1977- The Hollywood premiere of George Lucas’ movie Star Wars. The movie opened on the 28th.

1979- Ridley Scott's sci-fi classic Alien opened. It featured the exotic designs of Hungarian artist Giger, and John Hurt with a classic case of chest pains!

1980- Evangelist Oral Roberts claimed he saw a 900-foot Jesus over his bed.

1983- Return of the Jedi opened. It was originally Revenge of the Jedi, but George Lucas changed the name just a month before.

1994- First International Conference on the World Wide Web. Tim Berners-Lee and CERN talked on how to implement and unify the new World Wide Web.

Wednesday, May 24, 2017

Animation Fun Facts for May 24, 2017


Birthdays: Jean Paul Marat, Queen Victoria, Walt Whitman, Emmanuel Leutze, Gary Burghoff, Priscilla Presley, Patti LaBelle, Tommy Chong of Cheech & Chong, Peter Ellenshaw, Kristin Scott Thomas is 57, Alfred Molina is 64, Jim Broadbent is 68, John C. Reilly is 52, Bob Dylan is 76


1866 - Berkeley, California founded, named for George Berkeley, Bishop of Cloyne.

1929- The Marx Brothers first movie comedy” The Coconuts” premiered.

1950- Married movie star Ingrid Bergman shocked American morality by having an open love affair with neorealist film director Roberto Rosselini.
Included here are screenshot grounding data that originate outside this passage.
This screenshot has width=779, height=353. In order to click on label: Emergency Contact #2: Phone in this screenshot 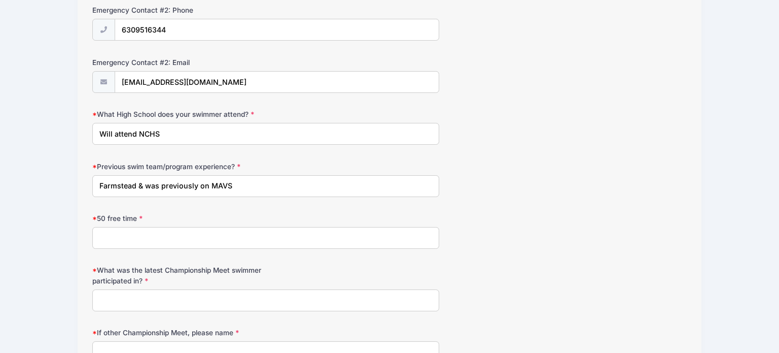, I will do `click(191, 10)`.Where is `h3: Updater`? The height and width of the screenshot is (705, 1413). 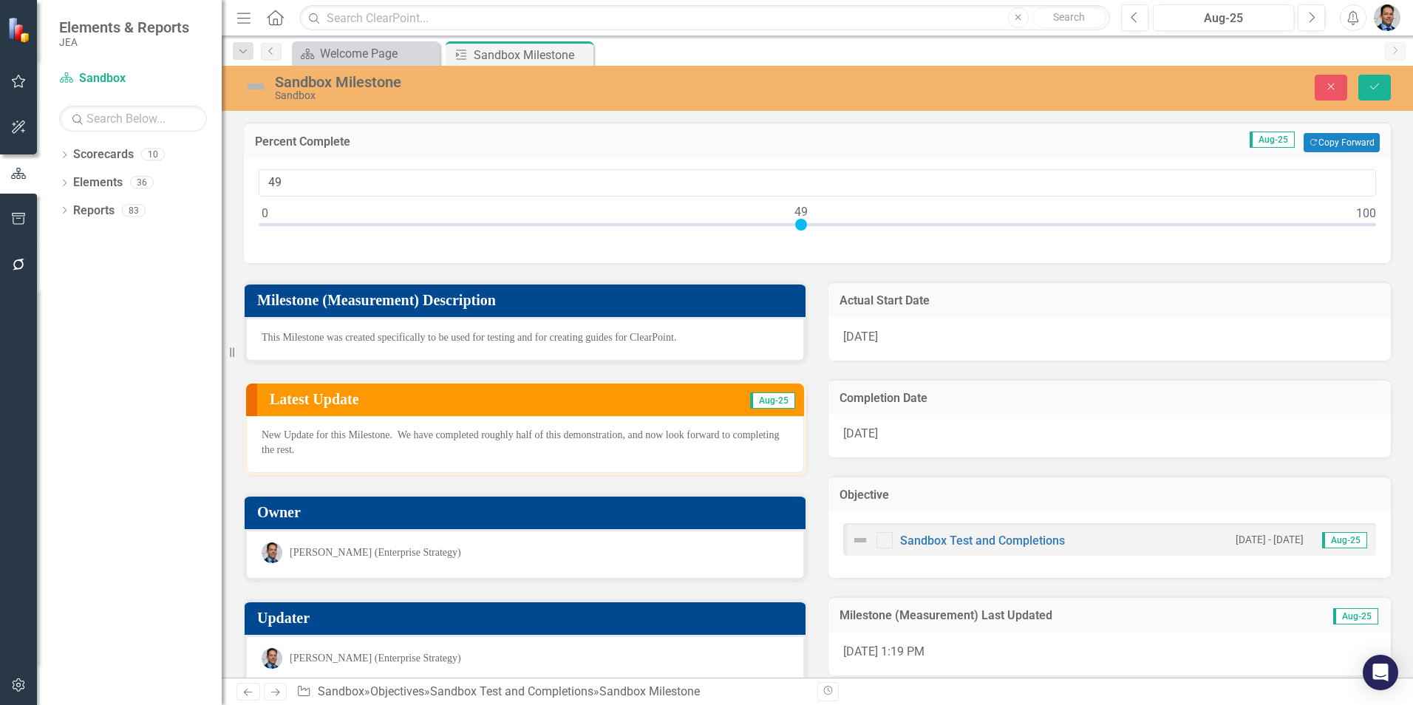 h3: Updater is located at coordinates (528, 618).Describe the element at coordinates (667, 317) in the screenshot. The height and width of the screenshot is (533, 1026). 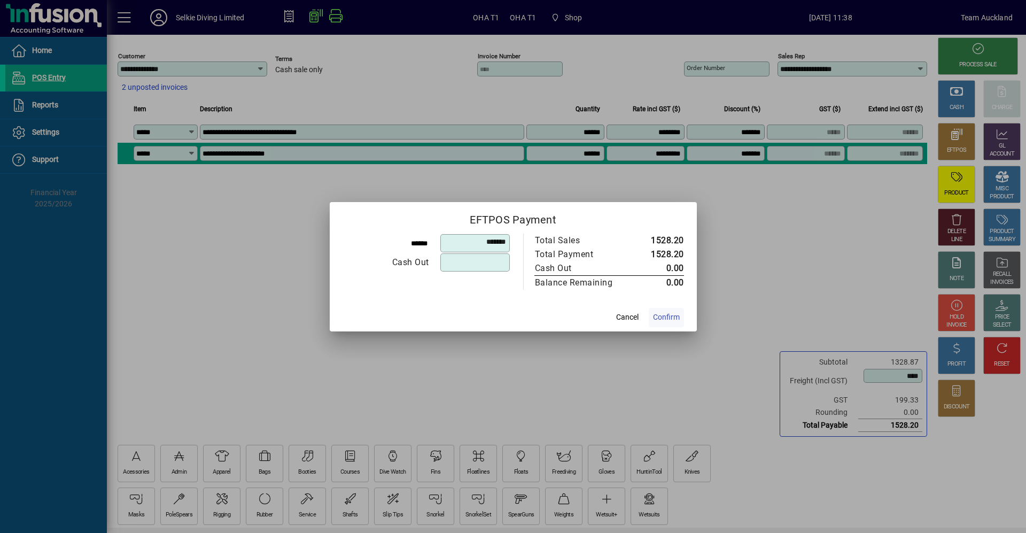
I see `button: Confirm` at that location.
This day they were finally married but the outcry of conservatives about this “Apostle of Degradation” was such that her image needed a makeover. So she played Saint Joan of Arc.

1989- In Los Angeles, a spectacular fire destroyed the Art-Deco-Moderne all-wood landmark, the Pan Pacific Auditorium.
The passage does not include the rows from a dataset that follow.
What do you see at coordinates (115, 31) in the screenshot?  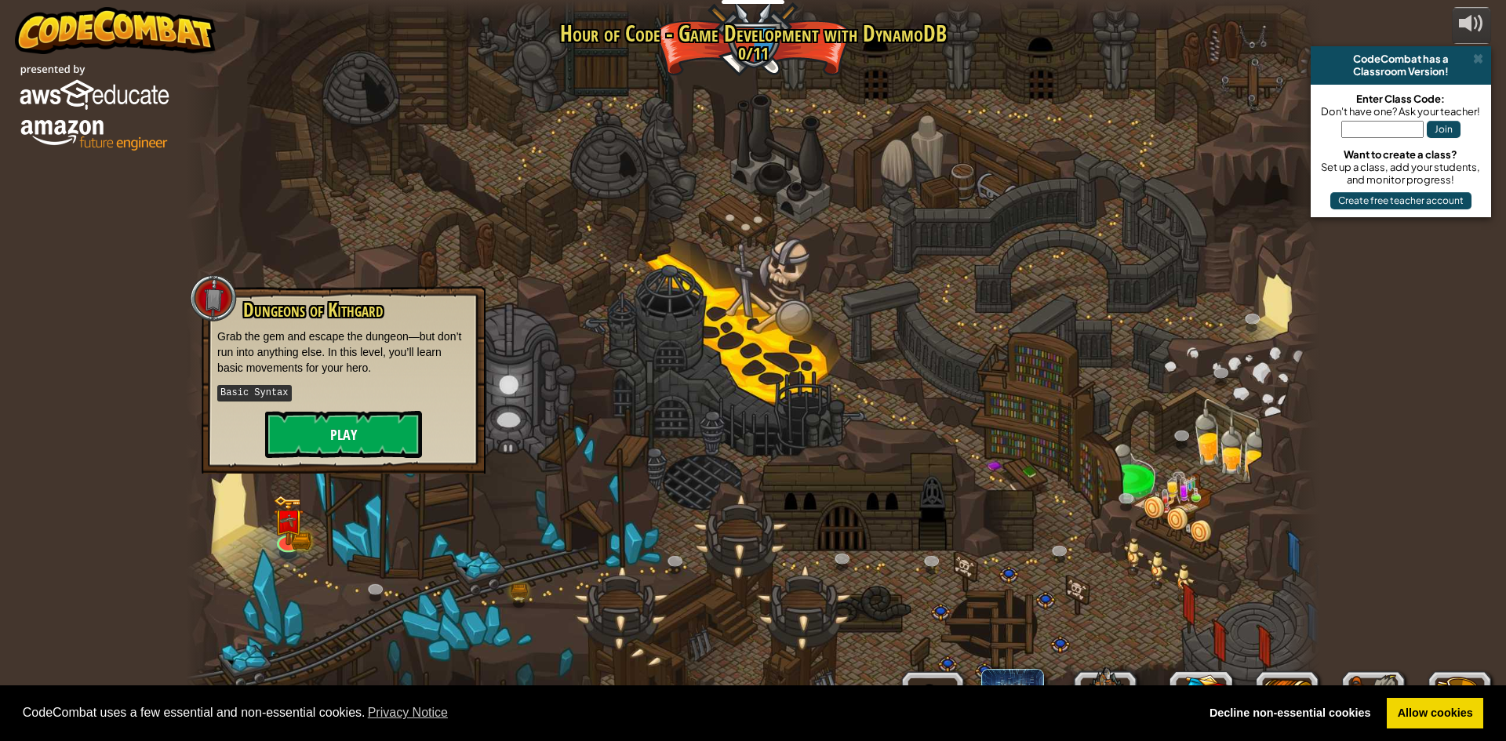 I see `img: CodeCombat - Learn how to code by playing a game` at bounding box center [115, 31].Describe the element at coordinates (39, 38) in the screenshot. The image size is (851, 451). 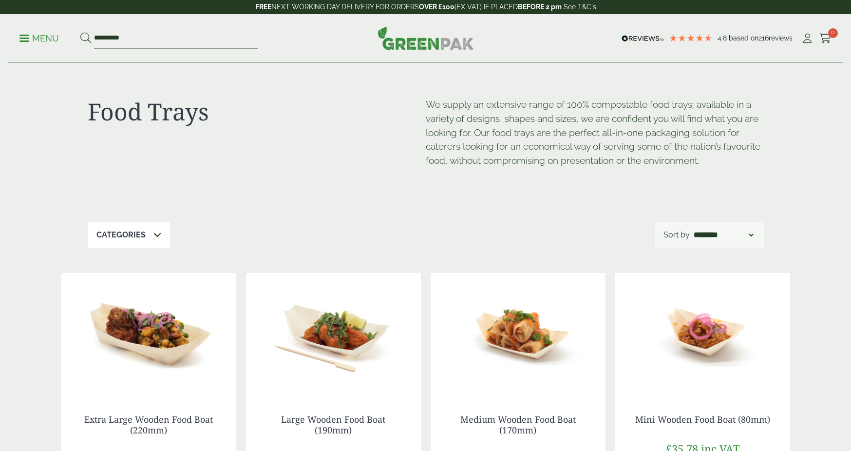
I see `p: Menu` at that location.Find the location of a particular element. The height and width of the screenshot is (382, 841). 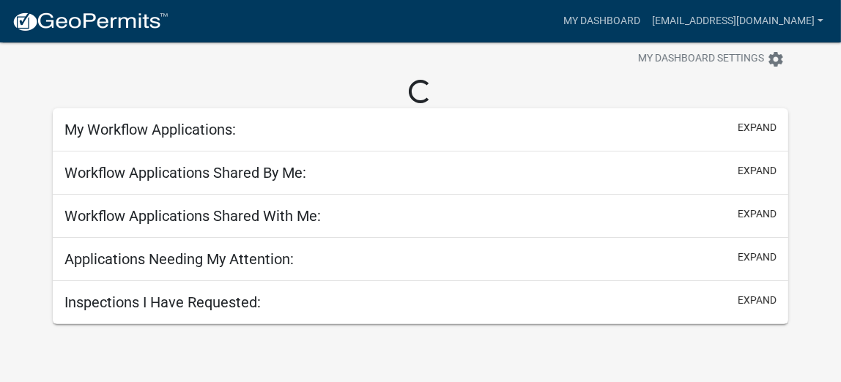

h5: Workflow Applications Shared With Me: is located at coordinates (193, 216).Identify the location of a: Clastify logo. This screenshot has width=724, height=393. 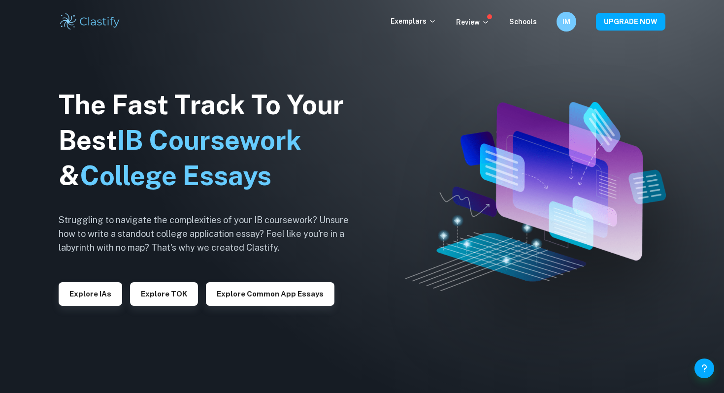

1991- Tri-Star Pictures 75 million-dollar flop "Hudson Hawk" opened.
 Star Bruce Willis, whose own salary was $17 million, blamed the film’s costs on union filmworkers’ salaries. He would return to his car after a day’s shooting to find it covered with animal excrement. The film almost sank his career. Willis’ next two films, "Death Becomes Her" and 'Pulp Fiction", he did for scale. In 2000 he gave a $100,000 dollar donation to the SAG/AFTRA strike fund.

1991- Ridley Scott’s Thelma & Louise opened.